(3 of 4)
Time, of course, works to the terrorists' advantage. The other lesson underscored by the London bombings is that despite losing their command-and-control structures, the terrorists have adjusted. After Richard Reid's foiled attempt to detonate the bomb in his shoe on an American Airlines flight in December 2001, jihadists have mostly avoided hard targets such as planes and government buildings. Instead they attack nightclubs, hotels--and commuter rails. The newer terrorist network has found that even in a war zone like Afghanistan, spending a little on motorcycles and satellite phones can make killing infidels that much easier.
Bin Laden, who is incommunicado anyway, isn't required to authorize such comparatively minor maleficence but merely to inspire it. "The Old Guard is all gone," says a German security official. "We are no longer dealing with the generation [that trained in Afghanistan], a close group of activists who knew each other. We are now dealing with a generation which has kept a low profile." A French official adds that this generation is "learning without leaving"--training to become jihadists right at home, through videos and the Internet. Some radical propaganda videos are now even shot or subtitled in English so Western Muslims who don't speak Arabic can understand them.
Supervising all this is a far more informal network of radical Islamists who facilitate contacts clandestinely from Europe to the Middle East, North Africa and Pakistan. "Previously, the rule always was networks were run by several jihad-hardened veterans of Bosnia, Afghanistan or Chechnya," says Denécé, a former officer in French military intelligence. "Today officials are finding groups with no foreign-trained members, and only one or two external contacts with deeper al-Qaeda roots." Cells from England to Somalia manage their own ops. Consequently, says a European-based U.S. official, "their chances are low of taking over a plane again ... But they can obviously get down into the subway system. If you make yourself a harder target, you push them to softer targets."
It's inevitable that in the wake of the London attacks, authorities in major cities will step up security measures to guard against subway bombings. But it's just as inevitable that the terrorists will shift tactics in response. There is plenty of evidence, for instance, that al-Qaeda cells are interested in getting their hands on a small amount of biological, chemical or radiological weaponry, with the intent of producing a giant death toll from a soft target. Imagine if the London bombs were filled with anthrax or sarin.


- **Work instructions**
Transcribe the full listing, keeping every word as it stands.

==== Records shown ====

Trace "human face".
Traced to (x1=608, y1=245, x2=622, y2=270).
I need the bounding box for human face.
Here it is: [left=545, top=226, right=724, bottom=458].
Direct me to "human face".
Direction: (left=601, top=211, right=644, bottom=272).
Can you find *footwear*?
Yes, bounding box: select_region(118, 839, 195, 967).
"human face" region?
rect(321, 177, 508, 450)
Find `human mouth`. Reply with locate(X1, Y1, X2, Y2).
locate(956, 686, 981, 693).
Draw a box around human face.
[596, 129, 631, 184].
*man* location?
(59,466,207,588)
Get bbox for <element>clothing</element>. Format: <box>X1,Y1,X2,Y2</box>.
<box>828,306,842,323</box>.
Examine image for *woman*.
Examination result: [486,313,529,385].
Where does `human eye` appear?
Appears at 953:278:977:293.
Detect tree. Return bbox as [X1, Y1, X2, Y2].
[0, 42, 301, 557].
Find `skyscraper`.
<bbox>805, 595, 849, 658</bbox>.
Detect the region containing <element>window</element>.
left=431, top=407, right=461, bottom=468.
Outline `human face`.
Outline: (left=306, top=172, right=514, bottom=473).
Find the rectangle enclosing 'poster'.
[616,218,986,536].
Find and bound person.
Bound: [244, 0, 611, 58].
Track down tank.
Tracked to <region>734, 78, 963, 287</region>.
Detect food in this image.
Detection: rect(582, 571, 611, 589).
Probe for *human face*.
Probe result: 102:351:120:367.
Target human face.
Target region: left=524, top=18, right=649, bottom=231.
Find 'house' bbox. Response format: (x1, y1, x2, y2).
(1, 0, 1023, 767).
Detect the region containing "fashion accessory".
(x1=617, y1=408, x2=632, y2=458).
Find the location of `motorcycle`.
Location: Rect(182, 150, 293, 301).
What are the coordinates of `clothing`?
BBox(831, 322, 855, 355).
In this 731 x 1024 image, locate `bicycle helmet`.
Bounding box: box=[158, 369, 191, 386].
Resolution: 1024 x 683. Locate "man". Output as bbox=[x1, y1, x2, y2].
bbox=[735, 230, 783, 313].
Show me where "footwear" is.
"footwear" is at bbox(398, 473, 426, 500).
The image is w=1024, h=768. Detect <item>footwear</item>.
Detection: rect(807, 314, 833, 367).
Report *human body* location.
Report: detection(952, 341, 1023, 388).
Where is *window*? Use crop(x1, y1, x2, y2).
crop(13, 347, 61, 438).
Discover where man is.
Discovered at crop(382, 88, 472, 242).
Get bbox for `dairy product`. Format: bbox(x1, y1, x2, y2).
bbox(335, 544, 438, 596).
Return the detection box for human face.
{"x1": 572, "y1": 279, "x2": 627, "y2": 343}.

====

- **Output of the exercise**
Trace "human face".
Traced to (x1=608, y1=245, x2=622, y2=270).
I need the bounding box for human face.
Here it is: [left=545, top=226, right=724, bottom=458].
Direct me to "human face".
Direction: (left=601, top=211, right=644, bottom=272).
Can you find *footwear*?
Yes, bounding box: select_region(118, 839, 195, 967).
"human face" region?
rect(321, 177, 508, 450)
Find `human mouth`. Reply with locate(X1, Y1, X2, Y2).
locate(956, 686, 981, 693).
Draw a box around human face.
[596, 129, 631, 184].
*man* location?
(59,466,207,588)
Get bbox for <element>clothing</element>. Format: <box>X1,Y1,X2,Y2</box>.
<box>828,306,842,323</box>.
Examine image for *woman*.
Examination result: [486,313,529,385].
Where does `human eye` appear?
Appears at 953:278:977:293.
Detect tree. Return bbox as [X1, Y1, X2, Y2].
[0, 42, 301, 557].
Find `skyscraper`.
<bbox>805, 595, 849, 658</bbox>.
Detect the region containing <element>window</element>.
left=431, top=407, right=461, bottom=468.
Outline `human face`.
Outline: (left=306, top=172, right=514, bottom=473).
Find the rectangle enclosing 'poster'.
[616,218,986,536].
Find and bound person.
Bound: [244, 0, 611, 58].
Track down tank.
Tracked to <region>734, 78, 963, 287</region>.
Detect food in this image.
Detection: rect(582, 571, 611, 589).
Probe for *human face*.
Probe result: 102:351:120:367.
Target human face.
Target region: left=524, top=18, right=649, bottom=231.
Find 'house' bbox. Response format: (x1, y1, x2, y2).
(1, 0, 1023, 767).
Detect the region containing "fashion accessory".
(x1=617, y1=408, x2=632, y2=458).
Find the location of `motorcycle`.
Location: Rect(182, 150, 293, 301).
What are the coordinates of `clothing`?
BBox(831, 322, 855, 355).
In this 731 x 1024 image, locate `bicycle helmet`.
Bounding box: box=[158, 369, 191, 386].
Resolution: 1024 x 683. Locate "man". Output as bbox=[x1, y1, x2, y2].
bbox=[735, 230, 783, 313].
Show me where "footwear" is.
"footwear" is at bbox(398, 473, 426, 500).
The image is w=1024, h=768. Detect <item>footwear</item>.
Detection: rect(807, 314, 833, 367).
Report *human body* location.
Report: detection(952, 341, 1023, 388).
Where is *window*? Use crop(x1, y1, x2, y2).
crop(13, 347, 61, 438).
Discover where man is.
Discovered at crop(382, 88, 472, 242).
Get bbox for `dairy product`. Format: bbox(x1, y1, x2, y2).
bbox(335, 544, 438, 596).
Return the detection box for human face.
{"x1": 572, "y1": 279, "x2": 627, "y2": 343}.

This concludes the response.